I’m new to Camunda, and I need to test the Java Delegates in the solution. All that I’ve found out there are ways to test the process mocking the delegates. But what I want to create are test cases for the Delegate itself.
Is this something that can be done? If so, could you provide an example or point to a resource I can look at? Am I missing the point of unit testing processes in Camunda?
Can you please post sample code for junit testing.
I am facing some issue while calling delegateExecution.getVariableTypes , getting null pointer execption.
Hi, Were you able to get it work? I see here that “myVariable” is mocked to return myValue and that is asserted to true, which would be always true regardless of calling gatherInformation.execute(execution) .
I see here that “myVariable” is mocked to return myValue and that is asserted to true, which would be always true regardless of calling gatherInformation.execute(execution).
How can we make sure that gatherInformation.execute(execution) works as expected?
Assuming gatherInformation.execute(execution) performs some logic and uses the execution parameter, use verifications to check it actually invoked the correct methods on the execution.
For me most of the time the use case is, pass some execution variables and do some business log, get the JSON / XML kind of result then parse it, and set on the execution variables.
Since we mock execution and its variables, there is no way that the test would fail. any pointers on my case?
It would fail if you verify that some value is set on the execution. If the implementation is wrong, that would not be done and the verification would fail. It’s basic, but still.
I understand, but that’s also not what I mean. I mean to say that if you know your implementation should do something with the execution it is passed, it’s something you can verify against the mock. So, if your implementation should call e.g. execution.setVariable(“abc”, someObject), you can verify that it was actually done.
With mocking frameworks, you can verify that certain interactions were executed with the mock itself. With Mockito for instance, assuming “execution” is a mock object you created, you can do:
Sorry no, I’m not even sure that part of the engine is pluggable so mocking it would be complicated. Why would you want to do that, if you can just put the actual value in the process?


Lines containing the word "series" are the ones to copy from the records below.

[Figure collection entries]
# # # # # # #

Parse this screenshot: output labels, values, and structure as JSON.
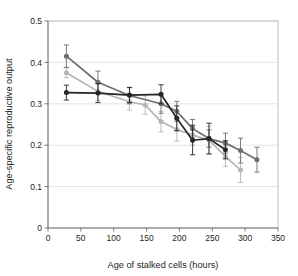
{
  "chart_data": {
    "type": "line",
    "title": "",
    "xlabel": "Age of stalked cells (hours)",
    "ylabel": "Age-specific reproductive output",
    "xlim": [
      0,
      350
    ],
    "ylim": [
      0,
      0.5
    ],
    "xticks": [
      0,
      50,
      100,
      150,
      200,
      250,
      300,
      350
    ],
    "xtick_labels": [
      "0",
      "50",
      "100",
      "150",
      "200",
      "250",
      "300",
      "350"
    ],
    "yticks": [
      0,
      0.1,
      0.2,
      0.3,
      0.4,
      0.5
    ],
    "ytick_labels": [
      "0",
      "0.1",
      "0.2",
      "0.3",
      "0.4",
      "0.5"
    ],
    "grid": "horizontal",
    "legend": "none",
    "error_bars": "vertical",
    "series": [
      {
        "name": "dark-gray-series",
        "color": "#6e6e6e",
        "marker": "circle",
        "x": [
          28,
          76,
          124,
          172,
          196,
          220,
          245,
          270,
          293,
          318
        ],
        "y": [
          0.415,
          0.352,
          0.32,
          0.3,
          0.282,
          0.24,
          0.216,
          0.205,
          0.187,
          0.165
        ],
        "yerr_low": [
          0.027,
          0.027,
          0.02,
          0.023,
          0.024,
          0.022,
          0.021,
          0.024,
          0.03,
          0.03
        ],
        "yerr_high": [
          0.027,
          0.027,
          0.02,
          0.023,
          0.024,
          0.022,
          0.021,
          0.024,
          0.03,
          0.03
        ]
      },
      {
        "name": "light-gray-series",
        "color": "#b5b5b5",
        "marker": "circle",
        "x": [
          28,
          76,
          124,
          148,
          172,
          196,
          220,
          245,
          270,
          293
        ],
        "y": [
          0.375,
          0.33,
          0.305,
          0.297,
          0.257,
          0.238,
          0.225,
          0.212,
          0.173,
          0.14
        ],
        "yerr_low": [
          0.012,
          0.022,
          0.02,
          0.022,
          0.025,
          0.028,
          0.025,
          0.034,
          0.024,
          0.03
        ],
        "yerr_high": [
          0.012,
          0.022,
          0.02,
          0.022,
          0.025,
          0.028,
          0.025,
          0.034,
          0.024,
          0.03
        ]
      },
      {
        "name": "black-series",
        "color": "#262626",
        "marker": "circle",
        "x": [
          28,
          76,
          124,
          172,
          196,
          220,
          245,
          270
        ],
        "y": [
          0.327,
          0.326,
          0.321,
          0.323,
          0.265,
          0.212,
          0.216,
          0.189
        ],
        "yerr_low": [
          0.018,
          0.023,
          0.018,
          0.023,
          0.03,
          0.035,
          0.037,
          0.022
        ],
        "yerr_high": [
          0.018,
          0.023,
          0.018,
          0.023,
          0.03,
          0.035,
          0.037,
          0.022
        ]
      }
    ]
  },
  "axes": {
    "x_title": "Age of stalked cells (hours)",
    "y_title": "Age-specific reproductive output"
  },
  "colors": {
    "dark_gray": "#6e6e6e",
    "light_gray": "#b5b5b5",
    "black": "#262626",
    "gridline": "#d9d9d9",
    "frame": "#b3b3b3",
    "axis": "#6d6d6d",
    "text": "#231f20",
    "background": "#ffffff"
  }
}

# # # # # # #

◆ Result for this exercise
    "series": [
        "name": "dark-gray-series",
        "name": "light-gray-series",
        "name": "black-series",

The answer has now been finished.